I'm just curious about Domain-Specific Languages. I have seen them several times in articles, and it seems that they can be used outside assurance or bank data definition problems.
So I come to SO to have some concrete input.
Did you ever use a DSL? Write one. If yes, what's it feel like?
Do you think one of your projects could be better (more productive, more maintainable, ...) with a DSL?
Edit : I'm sorry to put this after, but i was meanning a specific DSL that you wrote yourself. It's exclude Tex, HTML, Make , SQL. I fact, the question was more : "writing a DSL"
Overview. A domain-specific language is created specifically to solve problems in a particular domain and is not intended to be able to solve problems outside of it (although that may be technically possible). In contrast, general-purpose languages are created to solve problems in many domains.
A good example of a DSL is HTML. It is a language for the web application domain. It can't be used for, say, number crunching, but it is clear how widely used HTML is on the web. A GPL creator does not know where the language might be used or the problems the user intends to solve with it.

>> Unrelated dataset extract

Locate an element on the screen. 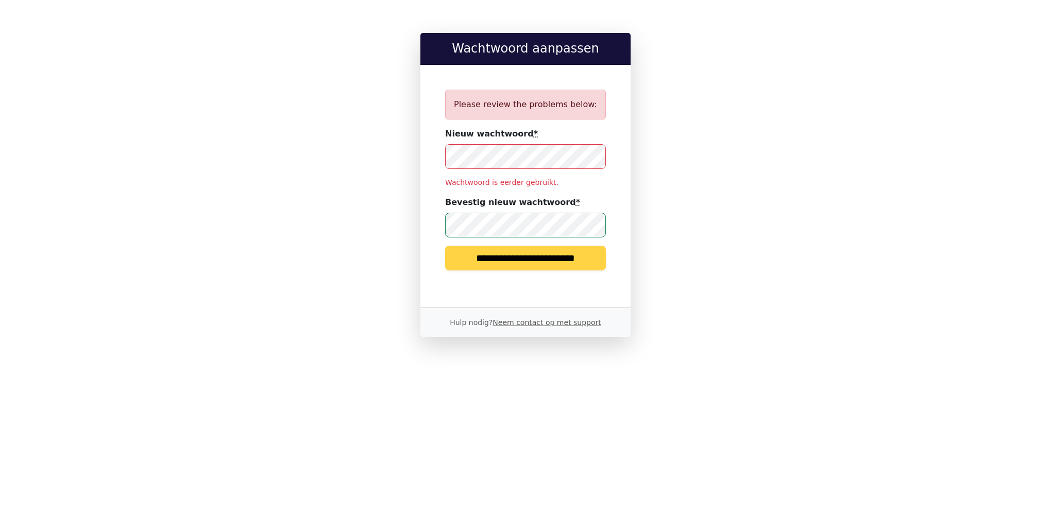  label: Nieuw wachtwoord is located at coordinates (492, 134).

A Domain Specific Language is a programming language with a higher level of abstraction optimized for a specific class of problems. A DSL uses the concepts and rules from the field or domain.

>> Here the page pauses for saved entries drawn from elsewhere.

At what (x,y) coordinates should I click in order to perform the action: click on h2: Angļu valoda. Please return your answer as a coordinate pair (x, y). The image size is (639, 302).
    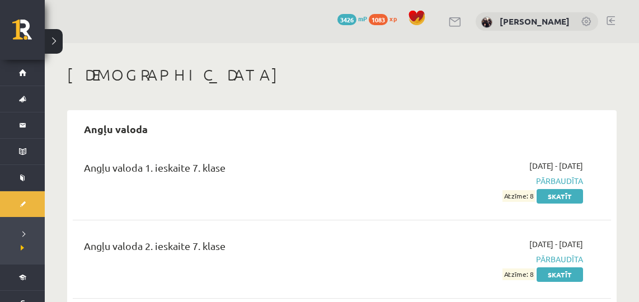
    Looking at the image, I should click on (116, 129).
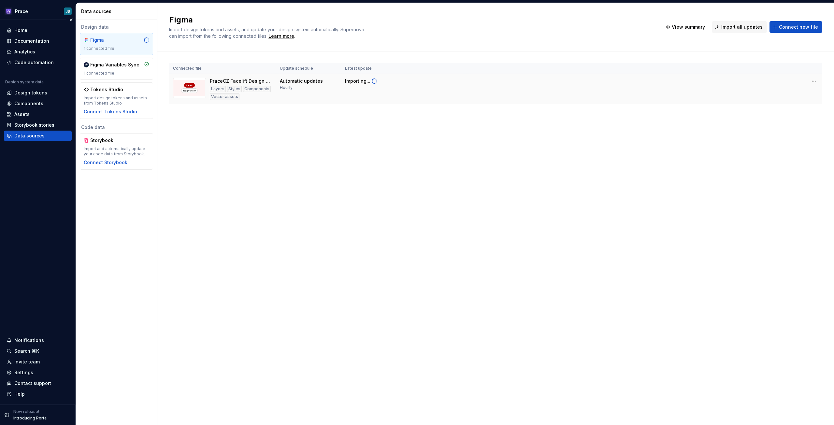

I'd say there is quite a continuum between very readable API as a weak form of DSL (what some call a fluent interface), an internal DSL as something in between and a full grammar-defined external DSL on the other end.

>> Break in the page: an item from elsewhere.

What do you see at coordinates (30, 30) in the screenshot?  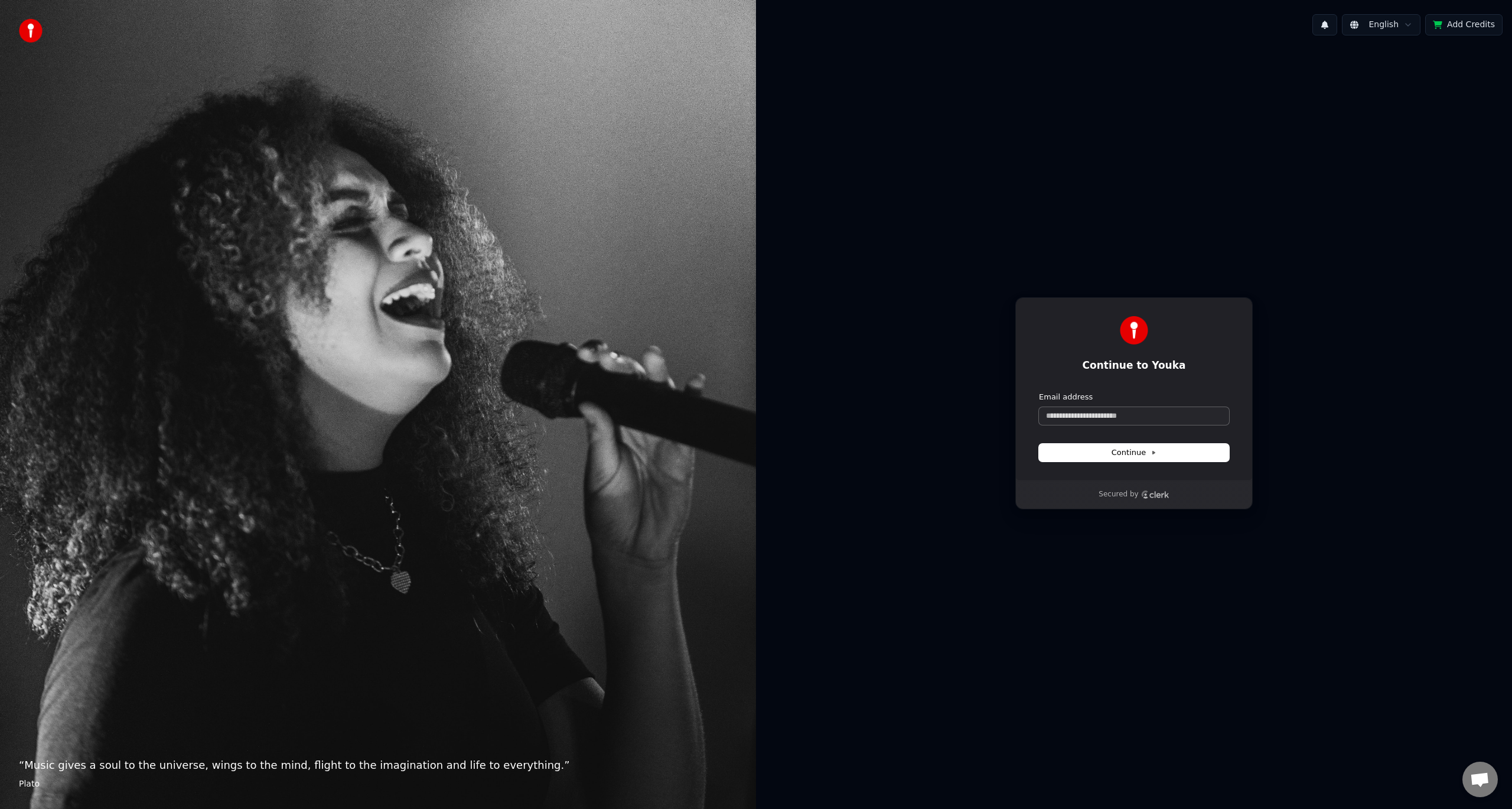 I see `img: youka` at bounding box center [30, 30].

The weakest form is something that I kind of always try to achieve (i.e. make the API as closest to the problem domain as possible). A DSL on the other end of the continuum makes a lot of sense if non-programmers will be using the software, e.g. to enter data.
And with a framework like Xtext even a full external DSL, including an editor supporting syntax coloring and error checking is much easier to implement than it might initially seem.